During our work we gained our own insights about how things work. Some of these patterns seem to be universal for most organizations and projects. Below we collected a few important learnings. If you can relate to the majority of these observations, chances are, we are going to be able to collaborate fruitfully:
- Urgency: Without genuine interest or perceived threat, resulting in strong intention, no fundamental change can be achieved in an organization.
- Ownership: Organizational culture can only be transformed permanently if the highest-ranking leader of the given organizational unit wants and lives the change. Furthermore, they have to expect the same from everyone below them and follow up on and hold them accountable for the change.
- Communication: Most organizational operational problems can be fundamentally traced back to communication issues. All systems are operated by people who typically haven’t learned how to speak assertively about their needs. Supporting them in developing this skill is essential for any change.
- Practice: The correct behavior (supporting better functioning) can only be acquired through practical means. Theories are useless without experience. Detailed theoretical plans are equally futile before beginning transformational work.
- Planning: In complex domains (most organizations fall into this category), planning for more than a few weeks or months ahead is a harmful waste of resources. Such a grandiose plan creates unfounded expectations, and later, forcing the impossible delivery of it, leads to tension, lying, and maneuvering.
- Customization: Those one-size-fits-all methodological frameworks that claim to be good for everything ultimately only serve as deterrent examples of dysfunction before the next change. Customization and fine-tuning of the tools used cannot be avoided and is also not possible without expertise.

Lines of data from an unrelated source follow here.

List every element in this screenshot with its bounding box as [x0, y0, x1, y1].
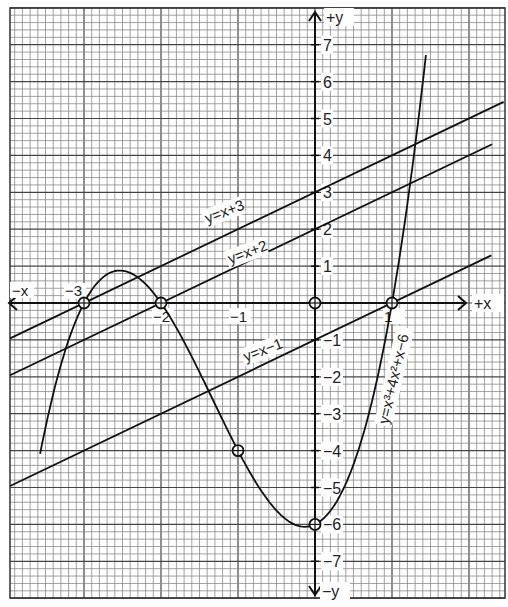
y-tick-label: 4: [323, 147, 332, 164]
x-tick-label: −3: [65, 282, 82, 299]
y-axis-neg-label: −y: [322, 583, 339, 600]
series-label: y=x³+4x²+x−6: [375, 332, 412, 425]
series-label: y=x−1: [241, 334, 285, 365]
y-tick-label: −2: [323, 369, 341, 386]
y-tick-label: 6: [323, 74, 332, 91]
y-tick-label: 5: [323, 111, 332, 128]
graph-paper-chart: +y −y +x −x 7654321−1−2−3−4−5−6−7−3−2−11…: [0, 0, 508, 607]
x-axis-pos-label: +x: [474, 295, 491, 312]
y-axis-pos-label: +y: [326, 9, 343, 26]
y-tick-label: 7: [323, 37, 332, 54]
y-tick-label: −3: [323, 406, 341, 423]
x-tick-label: −1: [230, 308, 247, 325]
x-tick-label: −2: [153, 308, 170, 325]
y-tick-label: 1: [323, 258, 332, 275]
y-tick-label: −7: [323, 553, 341, 570]
y-tick-label: −6: [323, 516, 341, 533]
y-tick-label: −4: [323, 443, 341, 460]
y-tick-label: −5: [323, 480, 341, 497]
x-axis-neg-label: −x: [12, 282, 29, 299]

- Motivation: People fundamentally don’t work for money. Money cannot motivate, it can only demotivate if someone doesn’t receive enough. However, autonomy (free decisions), mastery (continuously improving in one’s craft), and sense of purpose (one’s work serving an inspiring goal) create an extremely strong bond in a well-functioning team.
- Horizon: Only a portion of problems can be solved in the present with a short-term reactive approach. Truly significant change can be achieved through longer-term strategic energy investments that aim to transform the system in such a way that the given problems don’t even arise within it. The resource requirements for such transformations can only be drawn from the daily work performed in the present. Expecting unchanged present-day delivery alongside a transformation is therefore misguided and harmful.
- Persistence: Real change can only be achieved through long-term, persistent, and patient experimentation. Every organization has its own unique maximum possible speed of development. Nine women cannot give birth to a child in one month. The progress speed of others means nothing for our organization.
- Experimentation: Mistakes and errors are by-products of improvement and as such are welcome. The best solution can only be found through a series of experiments, which by definition mostly end in failure, and this is good. The effectiveness of this approach has been clearly evident in the evolution of terrestrial organisms for millions of years.
- Management: Involving the middle management layer is crucial in every transformation. In dysfunctionally operating organizations, they are fundamentally opposed to strengthening transparency and communication, as the disruption of these ensures their survival in dark isolation in the current toxic environment. Making these leaders interested should be one of the most important focus areas for top management.
- Purpose: There’s no such thing as an “agile transformation”. Agile operation can be a good tool, but it can never be a goal. Instead, at the beginning of a change, it’s worth defining in which areas, exactly what, and to what extent we want to change the organization.
- Clarity: The most common confusion in leadership work is mistaking desires for possibilities. Just because we want something very much doesn’t make it possible. Just because we don’t listen to the executor’s doubts, doesn’t mean a workaround is born for them. The leader’s job is to create the conditions for change in the organization. The change itself happens automatically if there’s fertile ground for it.
- Consultant: With sufficient time and energy investment, any change can be carried through, but involving an experienced expert at the very beginning of the process saves the organization from many false expectations and futile efforts.
- Governance: Tasks of transformation initiatives can only be realized if the resources needed for them are allocated. The surest way to achieve this is if these tasks are prioritized at the same table as business tasks and are distributed, delivered and followed up in a common control model. If we try to implement the tasks necessary for change through channels parallel to business ones, they will sooner or later fall behind and lack resources, because the executors will not consider them “real” work.
- Resistance: Skeptics are the best potential allies. They can only be convinced through experiences, but once converted, they become champions of change. This is especially true for opinion leaders and influencers within a group.
- Judgement: It’s not always possible to transform everyone to accept a new culture and set of values. It’s necessary to make efforts to convert them, but it’s equally important to recognize when this is not possible. Ultimately, it may become necessary to remove toxic resistors from the organization, which is always the job and responsibility of the leaders. Keeping such entrenched people in the organization undermines the faith and trust of supporters and can discredit or even cause the failure of the change.
- Humanity: People are not machines, but sentient beings blessed with emotions and needs. They will support efforts if the servant leadership approaches them with empathy and openness. Expecting people to leave their private lives at the workplace door is fundamentally an impossible misconception.